The haste at which the Bill was pushed through Parliament is highly disconcerting. Firstly, because it means that not only was Parliament incapable of effectively scrutinising the bill, but the powers created thereby may well impede fundamental rights and civil liberties of citizens by being excessively wide ranging and disproportionate, which is the very reason the Directive was ruled void ab initio. Secondly, the Bill does not directly address the concerns of the CJEU expressed at paragraphs 65 and 66 of the judgment. In fact, the Bill makes no mention of the Charter of Fundamental Rights and even goes further by widening the scope of the existing Regulation of Investigatory Powers Act (RIPA) 2000. In virtue of Section 11 of RIPA, Clause 4(2) of the Bill creates unprecedented powers requiring the extraterritorial public communications providers to comply with interception warrants and communications data acquisitions as well as to build interception capabilities into their products and infrastructure. Clause 5 thereof also extends the definition of “telecommunications” within Section 2(8) of RIPA, widening the catchment of an interception warrant. Without EU law mandating data retention, Member States are free to enact new laws provided they comply with the CJEU ruling. Why then did the UK enact legislation that advertently flies in the face of the CJEU decision? The UK appears to have an ulterior motive which drove the passage of DRIP, which was not to give effect to the CJEU ruling, but rather to shift the legal basis for data retention from EU law, which is transnational and where it is vulnerable to challenge and judicial review, to English national law, where the doctrine of parliamentary sovereignty makes any legal challenge to primary legislation a near indefeasible feat.

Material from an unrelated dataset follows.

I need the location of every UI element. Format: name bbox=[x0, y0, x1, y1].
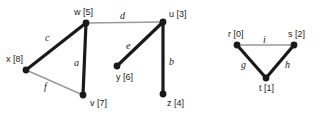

DRIP is reminiscent of Theresa May’s infamous Draft Communication Data Bill (DCD)2012 which was withdrawn after a damning report by the joint committee and intense criticism by Parliament for infringing fundamental privacy rights. DRIP conveys all the arbitrary powers of DCD but conveniently avoided the scrutiny of Parliament. It seems that the bill is a convoluted façade for the state to justify the removal of civil liberties and the encroachments of its duty to protect the fundamental rights of its citizens under the pretext of necessity to eradicate serious crime and terrorism.

The analysis of the Data Retention Directive shows that when EU law leads to domestic legal and institutional change it does so in context-specific ways requires the intermediation of transnational law with domestic institutions, engenders manifold political struggles and gives rise to cultural issues of the states affected. It is too early to tell what the consequences of enacting DRIP will be but the CJEU’s decision makes it clear that it will not tolerate any legislation which offends the transnational legal rights awarded to EU citizens by the Charter. Indeed since DRIP came into force two members of parliament have already planned to commence legal action against the UK as they consider the act arbitrary and described it as being “driven through the House of Commons with ridiculous and unnecessary haste to meet a completely artificial emergency”[3] Therefore, if DRIP is found to be arbitrary, the repercussions for the UK could be severe as the European Commission could itself take legal action against the UK.